FARMERS must fight the 'insidious growth in the use of closed-door deals' by livestock buyers – and always sell their stock through auction marts.

The Institute of Auctioneers and Appraisers in Scotland this week launched a 'Use Your Mart' campaign urging farmers to 'take back control and demand transparency in pricing' by selling through the ring.

The IAAS stated that major buyers – in particular those supplying UK supermarket chains – were increasingly demanding direct contracts with primary producers, and in the case of cattle, making further stipulations on each animal's 'maximum movements' over the entire production cycle. The Institute bluntly alleged that such stipulations amounted to nothing more than 'a deliberate attempt to avoid price scrutiny in the ring'.

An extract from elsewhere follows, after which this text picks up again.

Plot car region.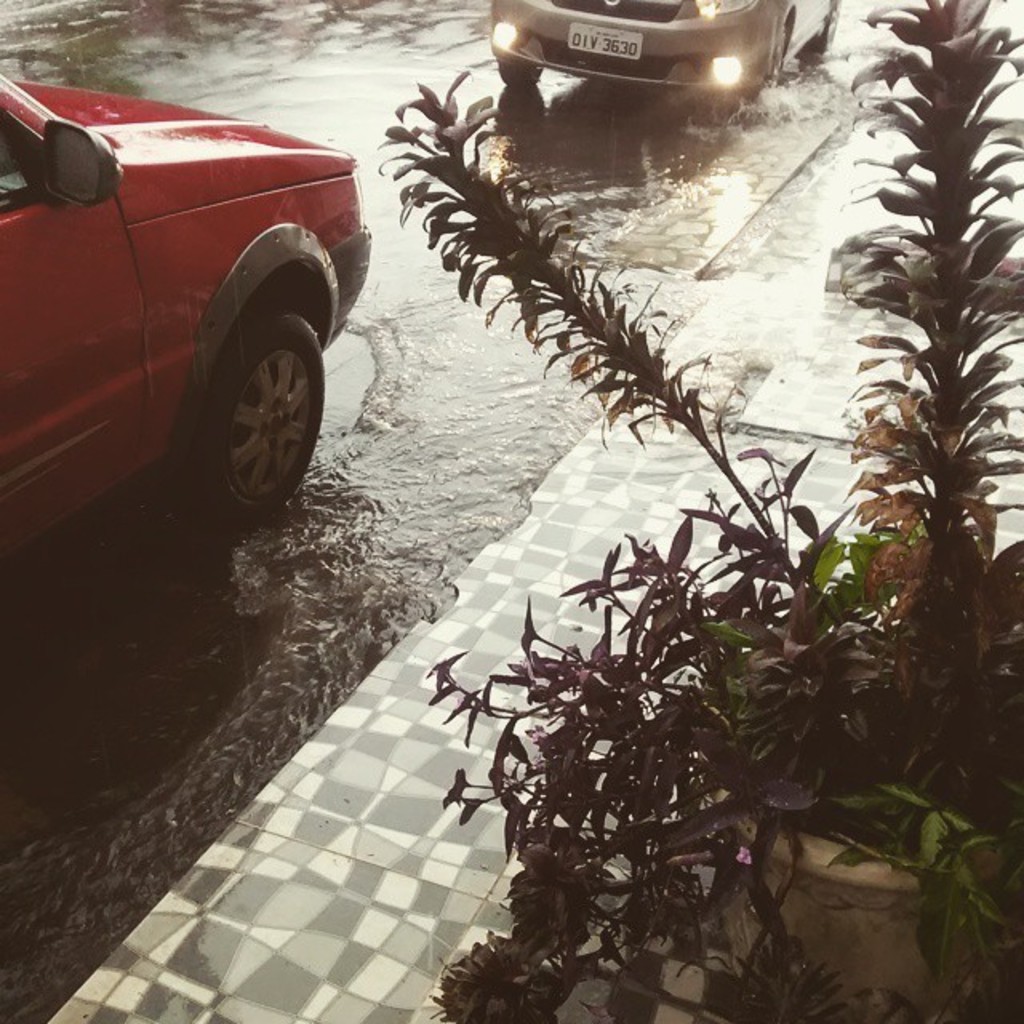
Plotted at 488, 0, 840, 91.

Explaining its position, the IAAS said that the new campaign follows a series of complaints from farmers claiming to have been short-changed by direct contracts, particularly at times when short-term market fluctuations were avoided by the major buyers. Whilst there has been a gradual rise in such direct contracts over the past decade, the movement has become even more acute over the last twelve months – coupled with what the IAAS described as the 'noticeable absence of buyers representing supermarket suppliers from prime sheep auction rings' across the country.

IAAS president, Scott Donaldson, said: "Supermarkets are demanding more and more direct contracts at the very time when farmers need to ensure that they are genuinely receiving a fair price for their produce. This is a practice which puts the efficiency of the rural economy at risk and might even be deemed by the authorities to be anti-competitive.

"Access to a fair pricing regime, as delivered by the network of livestock markets that we represent, is the very cornerstone of fair farming practice. We want to work with supermarkets as important and valued stakeholders, but now is the time for this evasion on price to end," he said. “You would almost think that the UK’s major retailers were seeking to deliberately avoid fair and transparent pricing in our food chain – the insidious growth in the use of closed-door deals puts at risk the transparency and honesty that can only be guaranteed in the livestock auction ring.”

IAAS insisted that livestock markets were still the most efficient means of moving livestock through the different stages of production, ensuring that at each stage the buyer and seller receive the best price possible in the most transparent of environments, a public auction. But this system is increasingly at odds with supermarket buyers' specifications limiting or excluding cattle that have been deemed to have had too many movements in their lifetime, on the grounds that this increases their exposure to disease risk and has a negative effect on their welfare, despite auctioneers' investment in premises and practices that provide traceability and assurance along the supply chain.

Mr Donaldson added: “We know that the undermining of rural livestock markets by directly contracted arrangements is a real threat to agricultural activity in some of the most remote and fragile areas of Scotland. Once rural markets close, they remove a vital part of the support network for viable agricultural activity, and such closures look to be irreversible."